2011 Japan Tsunami Unleashed Ozone-Destroying Chemicals

An aerial view of damage to Sukuiso, Japan, a week after the earthquake and subsequent tsunami devastated the area in March, 2011.
An aerial view of damage to Sukuiso, Japan, a week after the earthquake and subsequent tsunami devastated the area in March, 2011. (Image credit: Dylan McCord. U.S. Navy)

The 2011 tsunami that struck Japan released thousands of tons of ozone-destroying chemicals and greenhouse gases into the air, a new study shows.

Thanks to the country's strict building codes, the enormous magnitude-9 Tohoku earthquake left Japan's homes and businesses relatively untouched. But the earthquake triggered a deadly tsunami that roared through coastal cities and villages, destroying almost 300,000 buildings, according to the National Police Agency of Japan.

The damaged insulation, refrigerators, air conditioners and electrical equipment unleashed 7,275 tons (6,600 metric tons) of halocarbons, the study reported. Halocarbon emissions rose by 91 percent over typical levels in the year following the earthquake, said Takuya Saito, lead study author and senior researcher at the National Institute for Environmental Studies in Tsukuba, Japan. [In Pictures: Japan Earthquake & Tsunami]

"It was not a single, short-term pulse," Saito said.

The six halocarbons measured in the study are a group of chemicals that attack the Earth's protective ozone layer and can also contribute to global warming. The halocarbons include banned gases such as chlorofluorocarbons (CFCs), as well as hydrochlorofluorocarbons (HCFCs), which are being phased out of use. The researchers also found significant increases in hydrofluorocarbons (HFCs) and sulfur hexafluoride, both greenhouse gases.

Emissions of the banned chemical CFC-11 were 72 percent higher than before the March 11, 2011, earthquake. "This was surprising to us, because it had been banned in Japan 15 years before the disaster," Saito told Live Science in an email interview. "We had almost forgotten the fact that this ozone-depleting gas still exists around us."

About 50 percent of the halocarbon emissions after the earthquake were of HCFC-22. Its concentration rose by 38 percent between February 2011 and March 2012, the study reported.  Emissions of HFC-134a and HFC-32 rose by 49 percent and 63 percent compared to the years before the quake.

Saito and his colleagues launched the study after noticing unusually high emissions of the halocarbon HFC-32 at Cape Ochiishi in Hokkaido, Japan, following the earthquake. The researchers have studied atmospheric halocarbons at this site since 2006, Saito said. The researchers then took air-monitoring data from several stations in Japan and used atmospheric modeling to determine how much of the emissions were due to the 2011 earthquake and tsunami.

The findings were published March 12 in the journal Geophysical Research Letters.

Although the global effect of this one event is small, no countries account for natural disasters, such as earthquakes and tsunamis, in their annual estimates of greenhouse-gas releases to the atmosphere. "It is apparent that there are unreported emissions," Saito said.

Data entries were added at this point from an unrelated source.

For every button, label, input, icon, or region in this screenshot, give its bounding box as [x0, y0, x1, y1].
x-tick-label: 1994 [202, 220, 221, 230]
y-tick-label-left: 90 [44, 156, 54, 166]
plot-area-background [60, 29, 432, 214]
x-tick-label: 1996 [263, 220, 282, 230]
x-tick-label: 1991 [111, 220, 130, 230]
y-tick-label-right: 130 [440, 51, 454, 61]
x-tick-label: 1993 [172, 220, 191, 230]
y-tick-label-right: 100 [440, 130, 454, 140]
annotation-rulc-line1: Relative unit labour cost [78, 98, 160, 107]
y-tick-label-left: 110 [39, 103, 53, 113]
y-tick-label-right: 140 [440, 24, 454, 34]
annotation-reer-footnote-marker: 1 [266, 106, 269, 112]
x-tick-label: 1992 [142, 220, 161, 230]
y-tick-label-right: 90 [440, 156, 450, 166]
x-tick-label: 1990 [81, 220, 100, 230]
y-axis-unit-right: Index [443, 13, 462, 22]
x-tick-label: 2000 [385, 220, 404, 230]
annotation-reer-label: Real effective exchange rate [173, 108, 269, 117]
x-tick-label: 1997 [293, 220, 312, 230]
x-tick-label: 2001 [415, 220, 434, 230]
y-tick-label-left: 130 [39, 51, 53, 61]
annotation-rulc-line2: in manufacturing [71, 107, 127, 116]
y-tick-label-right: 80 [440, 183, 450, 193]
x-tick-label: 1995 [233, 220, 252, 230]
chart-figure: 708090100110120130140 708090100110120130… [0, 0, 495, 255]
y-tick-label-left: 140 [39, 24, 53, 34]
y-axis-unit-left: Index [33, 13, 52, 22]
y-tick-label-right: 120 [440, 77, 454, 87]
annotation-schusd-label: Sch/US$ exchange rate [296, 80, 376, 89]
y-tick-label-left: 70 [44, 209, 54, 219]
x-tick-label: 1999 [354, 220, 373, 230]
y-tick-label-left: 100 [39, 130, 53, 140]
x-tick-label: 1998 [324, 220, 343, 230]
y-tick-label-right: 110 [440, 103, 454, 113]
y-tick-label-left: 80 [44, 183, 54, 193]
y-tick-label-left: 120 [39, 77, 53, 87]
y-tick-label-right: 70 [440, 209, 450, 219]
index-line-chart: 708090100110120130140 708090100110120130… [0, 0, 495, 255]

The new study shows it may be necessary to include the amount of halocarbons released by catastrophic events in emissions estimates, Steve Montzka, a research chemist at the National Oceanic and Atmospheric Administration in Boulder, Colorado, who was not involved in the research, said in a statement.

Based on global halocarbon emission estimates, the extra emissions from the 2011 Tohoku earthquake would account for 4 percent or less of total global halocarbons, Saito said. And the halocarbons were weak contributors to global warming compared to carbon dioxide and methane. The gases released by the tsunami accounted for less than 1 percent of greenhouse gas emissions in the year following the earthquake.

Follow Becky Oskin @beckyoskin. Follow Live Science @livescience, Facebook & Google+. Originally published on Live Science.

Becky Oskin
Contributing Writer
Becky Oskin covers Earth science, climate change and space, as well as general science topics. Becky was a science reporter at Live Science and The Pasadena Star-News; she has freelanced for New Scientist and the American Institute of Physics. She earned a master's degree in geology from Caltech, a bachelor's degree from Washington State University, and a graduate certificate in science writing from the University of California, Santa Cruz.